The government has announced plans to create a food safety authority, with the health ministry currently aiming to submit a bill for its creation by the end of the year.

In its outline of the plan, the health ministry cited the World Health Organisation (WHO), which had after the Covid-19 pandemic called a “unified approach” in the fields of public health, veterinary medicine, and the environment.

It had added that a hitherto seen “fragmentation of control” in the management of food safety, drinking water, animal diseases, nutrition, and plant health is “not justified”, and thus called for “united and supervisory” decisions to be made in an “independent, transparent, and impartial manner”.

The health ministry said that at present, Cyprus’ food safety system is ineffective, and that this makes the island a “pole of attraction for food products of dubious quality”. This, they said, has been exacerbated by the ongoing cost-of-living crisis.

As a result, they said, the new food safety authority will be charged with creating a single control and risk management system for food safety, animal health and welfare, and plant health.

They added that the authority will be an “independent state body”, which they say will make the process of ensuring the safety of food and related products more transparent.

The creation of a food safety authority has been on successive governments’ agendas since 2007, when the cabinet of the day passed a bill for its creation under late President Tassos Papadopoulos.

However, the authority was never created at the time as the various government services concerned by its creation objected.

A decade later in 2017, under then President Nicos Anastasiades, a new bill was drawn up, once again aimed at creating such an authority.

The 2017 bill foresaw that the authority would devise policy and strategies related to food safety and would see to the realisation of various European Union requirements regarding food safety control.

It would also be engaged in risk management and provide information to the various related government services and consumers when necessary, as well as being in constant contact with its counterparts across the EU and the European Food Safety Authority.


Work required - Repeat what the lines below say, word for word, and skip every image.

Data provided -
◇ ◇ ◇ ◇ ◇ ◇ ◇

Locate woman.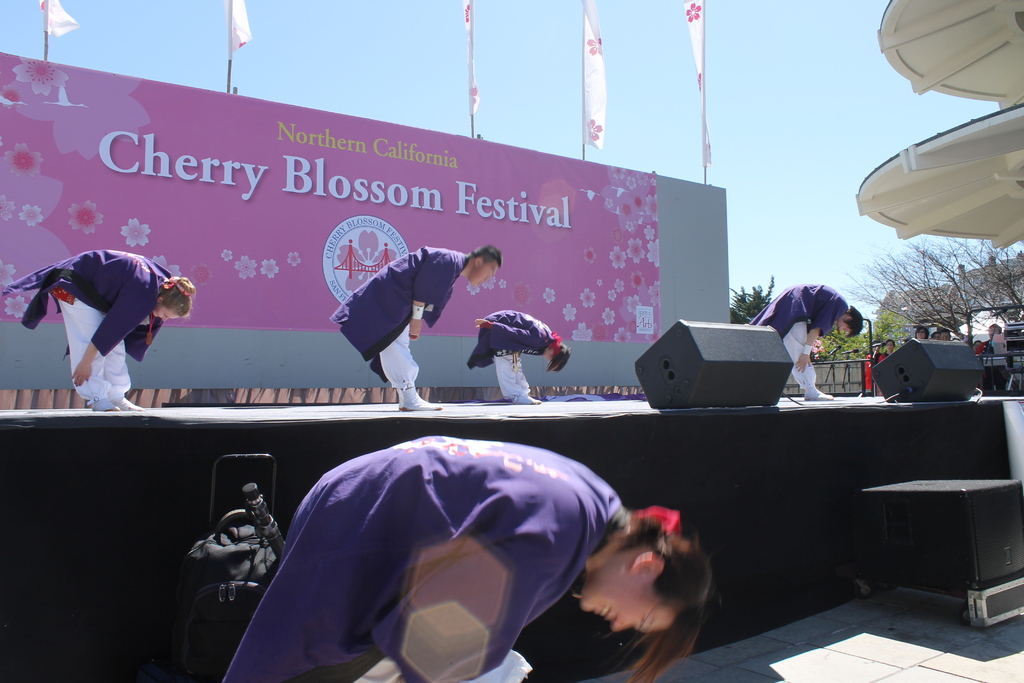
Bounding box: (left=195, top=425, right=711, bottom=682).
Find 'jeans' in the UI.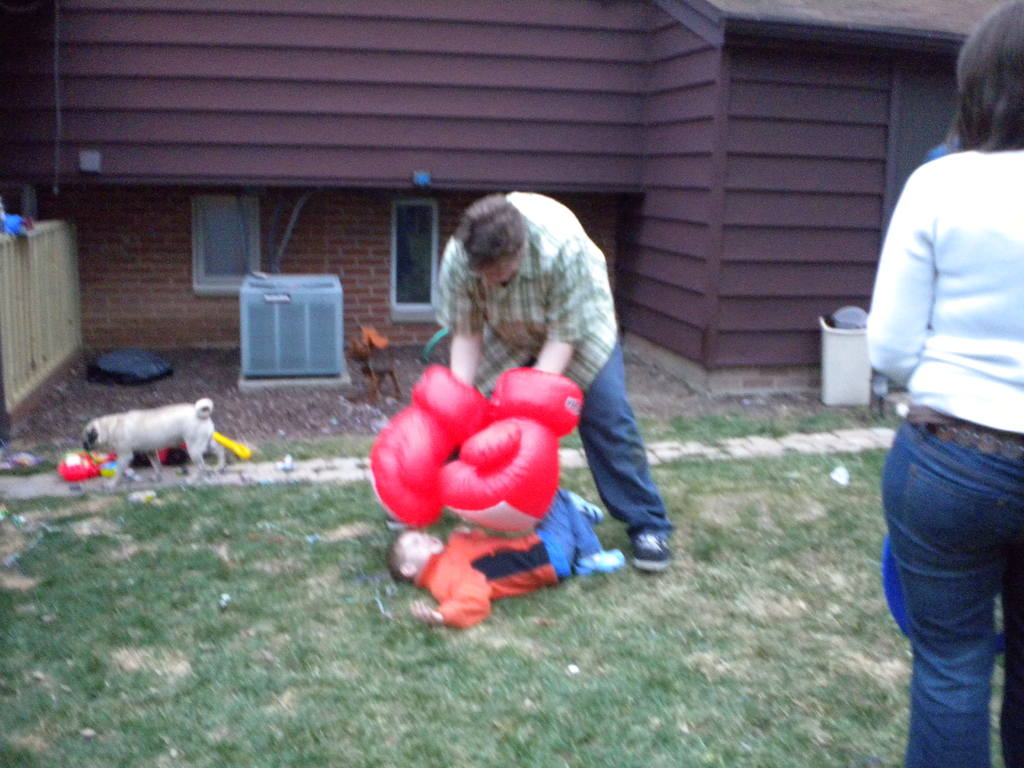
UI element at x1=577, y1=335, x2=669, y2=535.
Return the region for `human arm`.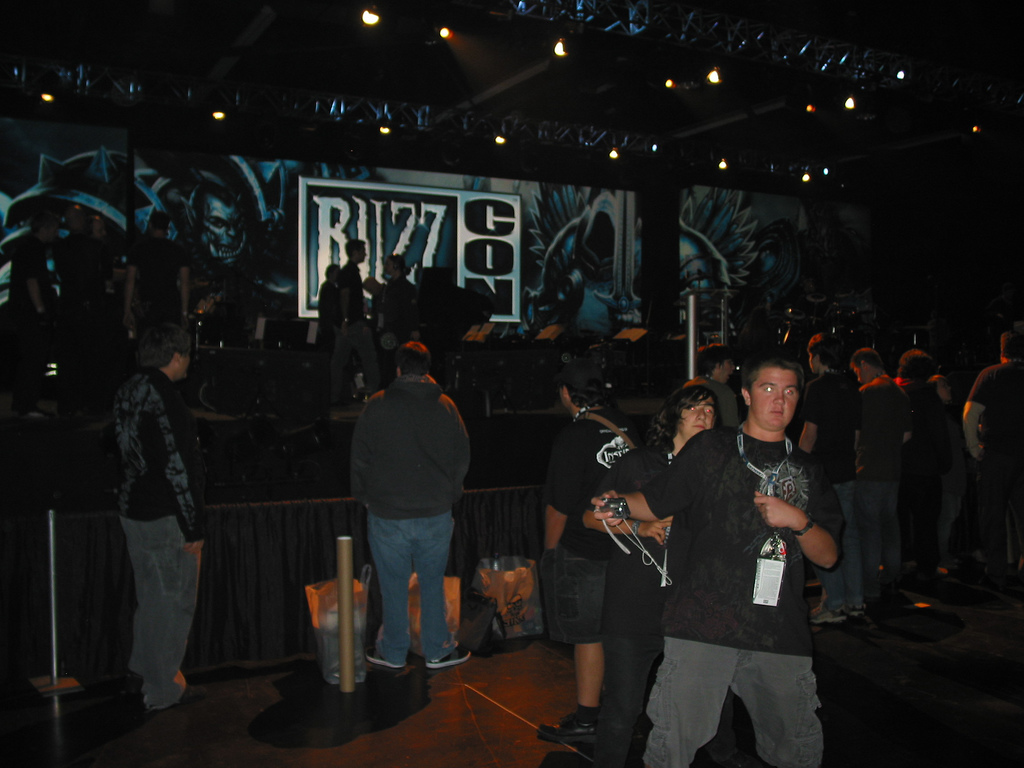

◇ ◇ ◇ ◇ ◇ ◇ ◇

Completed exercise -
Locate woman.
Bounding box: (left=195, top=425, right=711, bottom=682).
Find 'jeans' in the UI.
UI element at x1=577, y1=335, x2=669, y2=535.
Return the region for `human arm`.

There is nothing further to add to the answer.